▶ **EXERCISE INSTRUCTIONS**:
Taking the first line of the listing as the start and the line containing "The height and width of the screenshot is (752, 1336)." as the end, reproduce everything in between exactly, both ends included.

+++++

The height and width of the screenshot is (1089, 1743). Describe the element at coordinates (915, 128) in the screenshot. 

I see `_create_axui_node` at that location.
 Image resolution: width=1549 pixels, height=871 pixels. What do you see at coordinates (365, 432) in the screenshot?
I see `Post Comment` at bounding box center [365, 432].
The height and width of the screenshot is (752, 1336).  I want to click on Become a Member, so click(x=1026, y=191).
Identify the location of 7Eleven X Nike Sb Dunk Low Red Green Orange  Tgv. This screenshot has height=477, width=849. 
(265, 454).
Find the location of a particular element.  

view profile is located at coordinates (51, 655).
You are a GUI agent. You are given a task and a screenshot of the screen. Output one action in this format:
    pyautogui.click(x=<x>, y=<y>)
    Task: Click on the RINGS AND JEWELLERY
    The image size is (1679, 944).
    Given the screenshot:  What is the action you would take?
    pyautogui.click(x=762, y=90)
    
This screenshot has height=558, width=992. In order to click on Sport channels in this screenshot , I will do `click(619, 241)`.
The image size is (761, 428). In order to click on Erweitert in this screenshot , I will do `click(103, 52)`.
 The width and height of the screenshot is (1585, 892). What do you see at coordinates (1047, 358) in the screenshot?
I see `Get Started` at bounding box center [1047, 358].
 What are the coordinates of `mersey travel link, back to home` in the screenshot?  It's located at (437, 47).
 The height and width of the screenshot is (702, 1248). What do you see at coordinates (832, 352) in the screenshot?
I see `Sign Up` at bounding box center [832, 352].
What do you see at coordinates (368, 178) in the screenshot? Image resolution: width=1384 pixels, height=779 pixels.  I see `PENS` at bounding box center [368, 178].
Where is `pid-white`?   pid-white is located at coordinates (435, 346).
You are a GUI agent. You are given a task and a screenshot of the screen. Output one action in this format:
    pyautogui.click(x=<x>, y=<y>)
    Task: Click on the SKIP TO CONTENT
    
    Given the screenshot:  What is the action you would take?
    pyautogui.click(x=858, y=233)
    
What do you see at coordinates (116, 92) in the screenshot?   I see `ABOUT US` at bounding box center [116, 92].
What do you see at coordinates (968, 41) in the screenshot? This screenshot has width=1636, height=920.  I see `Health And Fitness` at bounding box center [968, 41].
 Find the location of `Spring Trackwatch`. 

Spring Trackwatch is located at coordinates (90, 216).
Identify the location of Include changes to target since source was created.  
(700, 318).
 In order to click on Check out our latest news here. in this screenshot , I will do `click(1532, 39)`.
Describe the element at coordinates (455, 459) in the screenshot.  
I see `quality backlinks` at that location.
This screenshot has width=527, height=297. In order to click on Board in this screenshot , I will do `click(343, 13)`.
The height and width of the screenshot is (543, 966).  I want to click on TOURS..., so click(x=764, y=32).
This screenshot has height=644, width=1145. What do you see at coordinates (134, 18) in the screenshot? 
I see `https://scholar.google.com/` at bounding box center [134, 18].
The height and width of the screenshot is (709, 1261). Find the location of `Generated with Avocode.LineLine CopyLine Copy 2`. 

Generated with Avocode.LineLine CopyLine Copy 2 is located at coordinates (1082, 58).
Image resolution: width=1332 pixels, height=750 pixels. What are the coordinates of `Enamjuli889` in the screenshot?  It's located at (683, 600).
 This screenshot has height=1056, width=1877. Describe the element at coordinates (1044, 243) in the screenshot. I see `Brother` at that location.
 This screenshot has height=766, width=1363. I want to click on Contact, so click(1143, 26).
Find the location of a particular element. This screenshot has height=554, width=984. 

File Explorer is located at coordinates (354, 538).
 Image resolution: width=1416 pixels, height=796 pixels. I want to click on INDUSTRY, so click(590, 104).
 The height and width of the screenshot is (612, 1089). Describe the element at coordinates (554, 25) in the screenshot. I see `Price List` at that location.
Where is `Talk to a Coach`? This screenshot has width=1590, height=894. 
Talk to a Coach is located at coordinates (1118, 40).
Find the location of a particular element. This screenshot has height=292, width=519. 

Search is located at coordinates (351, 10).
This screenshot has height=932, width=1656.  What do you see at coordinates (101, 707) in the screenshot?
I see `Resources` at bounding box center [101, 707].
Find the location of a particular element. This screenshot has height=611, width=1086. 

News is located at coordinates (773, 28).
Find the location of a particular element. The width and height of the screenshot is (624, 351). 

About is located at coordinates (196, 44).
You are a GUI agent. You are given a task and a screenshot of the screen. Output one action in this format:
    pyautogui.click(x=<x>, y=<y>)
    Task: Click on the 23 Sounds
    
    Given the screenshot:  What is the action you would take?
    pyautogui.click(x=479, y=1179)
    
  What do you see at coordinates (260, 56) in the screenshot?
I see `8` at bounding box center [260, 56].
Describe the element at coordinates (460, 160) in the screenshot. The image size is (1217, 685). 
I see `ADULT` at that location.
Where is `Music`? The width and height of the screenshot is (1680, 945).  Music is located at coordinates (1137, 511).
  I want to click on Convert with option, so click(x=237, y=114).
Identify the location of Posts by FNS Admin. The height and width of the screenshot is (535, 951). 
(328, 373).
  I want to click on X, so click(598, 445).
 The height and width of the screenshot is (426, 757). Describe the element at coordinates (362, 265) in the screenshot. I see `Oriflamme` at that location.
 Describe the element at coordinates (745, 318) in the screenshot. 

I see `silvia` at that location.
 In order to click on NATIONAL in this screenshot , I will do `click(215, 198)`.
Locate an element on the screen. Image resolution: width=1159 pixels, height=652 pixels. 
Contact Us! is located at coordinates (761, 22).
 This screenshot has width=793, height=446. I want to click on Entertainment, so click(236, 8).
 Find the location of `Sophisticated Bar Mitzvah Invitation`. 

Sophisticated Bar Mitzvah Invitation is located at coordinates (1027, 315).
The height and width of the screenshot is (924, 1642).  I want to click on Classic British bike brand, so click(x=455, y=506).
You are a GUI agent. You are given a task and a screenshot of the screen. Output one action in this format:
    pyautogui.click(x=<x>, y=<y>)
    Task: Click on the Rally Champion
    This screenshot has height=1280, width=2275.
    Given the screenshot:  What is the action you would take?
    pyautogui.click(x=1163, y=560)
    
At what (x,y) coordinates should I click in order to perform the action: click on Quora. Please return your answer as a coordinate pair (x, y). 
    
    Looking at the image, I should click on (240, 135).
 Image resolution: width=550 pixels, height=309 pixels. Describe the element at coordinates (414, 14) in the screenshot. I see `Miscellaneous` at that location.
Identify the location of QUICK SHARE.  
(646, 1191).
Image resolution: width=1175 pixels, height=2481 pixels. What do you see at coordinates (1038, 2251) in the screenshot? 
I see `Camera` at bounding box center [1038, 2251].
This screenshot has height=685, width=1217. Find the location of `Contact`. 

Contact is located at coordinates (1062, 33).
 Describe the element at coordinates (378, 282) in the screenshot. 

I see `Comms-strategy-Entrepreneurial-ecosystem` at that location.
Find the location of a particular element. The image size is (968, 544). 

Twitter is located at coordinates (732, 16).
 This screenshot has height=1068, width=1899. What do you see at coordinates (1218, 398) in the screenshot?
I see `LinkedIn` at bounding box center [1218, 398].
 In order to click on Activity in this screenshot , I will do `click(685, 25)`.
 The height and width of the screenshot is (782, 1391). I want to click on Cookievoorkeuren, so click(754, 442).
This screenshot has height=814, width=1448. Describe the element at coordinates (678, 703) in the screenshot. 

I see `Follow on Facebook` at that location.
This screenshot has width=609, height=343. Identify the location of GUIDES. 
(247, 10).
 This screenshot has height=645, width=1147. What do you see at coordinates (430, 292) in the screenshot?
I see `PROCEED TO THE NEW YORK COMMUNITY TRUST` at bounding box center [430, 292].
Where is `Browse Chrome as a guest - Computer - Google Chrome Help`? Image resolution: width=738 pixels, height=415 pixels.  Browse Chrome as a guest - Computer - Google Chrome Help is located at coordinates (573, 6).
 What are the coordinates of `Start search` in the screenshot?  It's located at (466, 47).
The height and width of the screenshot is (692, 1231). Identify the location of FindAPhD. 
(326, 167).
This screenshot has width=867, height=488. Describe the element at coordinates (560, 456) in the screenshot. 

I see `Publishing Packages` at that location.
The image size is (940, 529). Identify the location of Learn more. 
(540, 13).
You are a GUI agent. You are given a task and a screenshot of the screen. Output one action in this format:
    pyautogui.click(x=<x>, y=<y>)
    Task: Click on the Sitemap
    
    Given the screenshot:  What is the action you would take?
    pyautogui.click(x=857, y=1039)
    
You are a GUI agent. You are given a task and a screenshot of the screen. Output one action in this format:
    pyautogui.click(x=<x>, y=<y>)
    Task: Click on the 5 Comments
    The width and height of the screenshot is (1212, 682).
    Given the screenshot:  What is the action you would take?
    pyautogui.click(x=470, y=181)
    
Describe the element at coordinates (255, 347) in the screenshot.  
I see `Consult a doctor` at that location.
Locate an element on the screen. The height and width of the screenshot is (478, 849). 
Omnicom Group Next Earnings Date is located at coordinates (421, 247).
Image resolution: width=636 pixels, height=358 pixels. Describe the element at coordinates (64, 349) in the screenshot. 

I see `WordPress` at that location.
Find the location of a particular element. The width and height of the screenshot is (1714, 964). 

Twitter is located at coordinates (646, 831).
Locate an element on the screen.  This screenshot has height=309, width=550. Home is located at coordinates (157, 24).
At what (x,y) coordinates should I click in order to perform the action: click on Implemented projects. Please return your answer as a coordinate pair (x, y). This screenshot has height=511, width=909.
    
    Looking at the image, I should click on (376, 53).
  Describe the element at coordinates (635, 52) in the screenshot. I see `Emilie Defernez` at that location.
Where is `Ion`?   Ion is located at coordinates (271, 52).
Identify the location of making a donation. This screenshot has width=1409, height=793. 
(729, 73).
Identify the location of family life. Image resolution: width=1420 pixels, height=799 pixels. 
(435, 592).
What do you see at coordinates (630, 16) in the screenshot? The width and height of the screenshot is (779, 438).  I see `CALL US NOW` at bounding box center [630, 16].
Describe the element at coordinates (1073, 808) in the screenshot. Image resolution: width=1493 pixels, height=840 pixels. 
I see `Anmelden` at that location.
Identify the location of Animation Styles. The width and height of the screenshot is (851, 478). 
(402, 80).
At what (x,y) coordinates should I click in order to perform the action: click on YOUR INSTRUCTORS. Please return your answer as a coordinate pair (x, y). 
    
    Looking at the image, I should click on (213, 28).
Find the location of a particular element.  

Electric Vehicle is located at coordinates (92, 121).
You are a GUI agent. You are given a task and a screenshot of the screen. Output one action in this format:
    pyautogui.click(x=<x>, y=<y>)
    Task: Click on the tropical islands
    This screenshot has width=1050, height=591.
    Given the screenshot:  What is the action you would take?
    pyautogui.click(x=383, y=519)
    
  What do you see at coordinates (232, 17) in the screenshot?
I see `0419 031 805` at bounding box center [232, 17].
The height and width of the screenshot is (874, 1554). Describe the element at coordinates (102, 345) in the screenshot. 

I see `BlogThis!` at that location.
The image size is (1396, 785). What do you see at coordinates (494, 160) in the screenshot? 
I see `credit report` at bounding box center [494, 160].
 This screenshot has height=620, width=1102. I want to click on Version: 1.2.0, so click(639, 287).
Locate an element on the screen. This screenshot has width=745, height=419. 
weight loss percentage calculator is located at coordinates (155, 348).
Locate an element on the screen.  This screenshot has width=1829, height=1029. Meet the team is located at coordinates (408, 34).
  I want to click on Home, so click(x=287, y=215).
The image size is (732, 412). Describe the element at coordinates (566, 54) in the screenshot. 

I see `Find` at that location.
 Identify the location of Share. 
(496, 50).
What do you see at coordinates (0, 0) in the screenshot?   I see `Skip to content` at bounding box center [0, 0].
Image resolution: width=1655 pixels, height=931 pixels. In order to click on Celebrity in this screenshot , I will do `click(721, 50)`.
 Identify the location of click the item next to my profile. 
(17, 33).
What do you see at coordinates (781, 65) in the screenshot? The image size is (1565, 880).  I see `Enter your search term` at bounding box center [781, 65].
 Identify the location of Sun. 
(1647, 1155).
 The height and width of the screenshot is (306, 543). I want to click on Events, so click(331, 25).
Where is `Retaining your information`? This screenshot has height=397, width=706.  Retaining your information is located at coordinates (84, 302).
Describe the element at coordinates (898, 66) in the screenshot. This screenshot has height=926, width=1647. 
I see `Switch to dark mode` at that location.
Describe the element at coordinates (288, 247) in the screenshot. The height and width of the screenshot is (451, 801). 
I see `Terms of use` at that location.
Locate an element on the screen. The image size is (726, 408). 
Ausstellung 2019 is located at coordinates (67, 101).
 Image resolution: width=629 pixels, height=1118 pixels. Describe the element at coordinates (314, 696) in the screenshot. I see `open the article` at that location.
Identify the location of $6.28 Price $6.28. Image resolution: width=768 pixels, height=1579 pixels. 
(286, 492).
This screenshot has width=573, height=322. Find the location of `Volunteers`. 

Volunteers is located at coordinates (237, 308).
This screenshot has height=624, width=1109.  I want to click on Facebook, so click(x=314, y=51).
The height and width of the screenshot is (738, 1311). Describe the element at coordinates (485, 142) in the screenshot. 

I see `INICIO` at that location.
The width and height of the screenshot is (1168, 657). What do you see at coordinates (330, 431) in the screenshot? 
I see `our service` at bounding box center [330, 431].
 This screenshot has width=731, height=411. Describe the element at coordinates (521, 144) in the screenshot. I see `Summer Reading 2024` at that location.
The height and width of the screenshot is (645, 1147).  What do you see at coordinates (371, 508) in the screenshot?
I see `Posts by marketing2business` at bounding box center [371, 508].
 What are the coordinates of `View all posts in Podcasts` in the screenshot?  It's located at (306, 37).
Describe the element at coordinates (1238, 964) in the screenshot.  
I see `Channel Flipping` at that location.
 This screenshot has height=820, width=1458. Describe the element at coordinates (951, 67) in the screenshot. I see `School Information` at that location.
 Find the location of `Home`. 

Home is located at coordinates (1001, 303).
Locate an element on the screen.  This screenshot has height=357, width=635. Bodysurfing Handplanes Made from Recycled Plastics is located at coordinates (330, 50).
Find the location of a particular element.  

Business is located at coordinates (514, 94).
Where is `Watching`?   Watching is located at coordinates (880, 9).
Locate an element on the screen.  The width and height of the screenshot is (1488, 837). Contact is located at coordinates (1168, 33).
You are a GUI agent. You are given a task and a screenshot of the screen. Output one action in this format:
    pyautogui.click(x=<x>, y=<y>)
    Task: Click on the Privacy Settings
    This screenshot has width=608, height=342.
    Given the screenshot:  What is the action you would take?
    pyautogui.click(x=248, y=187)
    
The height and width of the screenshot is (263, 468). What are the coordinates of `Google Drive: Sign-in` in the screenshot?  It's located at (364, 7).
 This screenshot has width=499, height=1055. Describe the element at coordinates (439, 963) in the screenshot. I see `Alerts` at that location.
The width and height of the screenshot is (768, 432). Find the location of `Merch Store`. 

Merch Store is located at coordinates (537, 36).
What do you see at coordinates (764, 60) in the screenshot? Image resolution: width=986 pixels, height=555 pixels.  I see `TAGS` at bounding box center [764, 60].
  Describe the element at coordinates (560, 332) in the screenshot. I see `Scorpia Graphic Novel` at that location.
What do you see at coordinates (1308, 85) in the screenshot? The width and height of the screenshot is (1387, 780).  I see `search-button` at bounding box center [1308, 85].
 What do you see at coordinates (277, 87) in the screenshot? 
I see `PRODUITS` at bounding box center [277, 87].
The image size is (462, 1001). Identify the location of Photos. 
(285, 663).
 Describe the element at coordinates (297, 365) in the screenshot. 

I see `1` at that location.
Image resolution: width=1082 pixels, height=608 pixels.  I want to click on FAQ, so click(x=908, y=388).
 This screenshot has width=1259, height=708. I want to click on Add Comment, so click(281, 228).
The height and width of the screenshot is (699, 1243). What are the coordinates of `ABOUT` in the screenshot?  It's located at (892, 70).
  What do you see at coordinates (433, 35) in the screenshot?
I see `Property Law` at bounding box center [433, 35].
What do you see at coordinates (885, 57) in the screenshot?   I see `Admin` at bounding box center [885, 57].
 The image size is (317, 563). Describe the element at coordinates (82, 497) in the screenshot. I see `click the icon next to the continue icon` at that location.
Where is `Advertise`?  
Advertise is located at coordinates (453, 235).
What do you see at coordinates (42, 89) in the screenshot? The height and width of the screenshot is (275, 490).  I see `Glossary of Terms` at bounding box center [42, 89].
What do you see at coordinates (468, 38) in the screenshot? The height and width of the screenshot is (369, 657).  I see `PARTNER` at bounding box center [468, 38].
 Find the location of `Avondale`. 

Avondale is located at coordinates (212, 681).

+++++

▶ **EXERCISE ANSWER**:
The height and width of the screenshot is (1089, 1743). Describe the element at coordinates (915, 128) in the screenshot. 

I see `_create_axui_node` at that location.
 Image resolution: width=1549 pixels, height=871 pixels. What do you see at coordinates (365, 432) in the screenshot?
I see `Post Comment` at bounding box center [365, 432].
The height and width of the screenshot is (752, 1336).  I want to click on Become a Member, so click(x=1026, y=191).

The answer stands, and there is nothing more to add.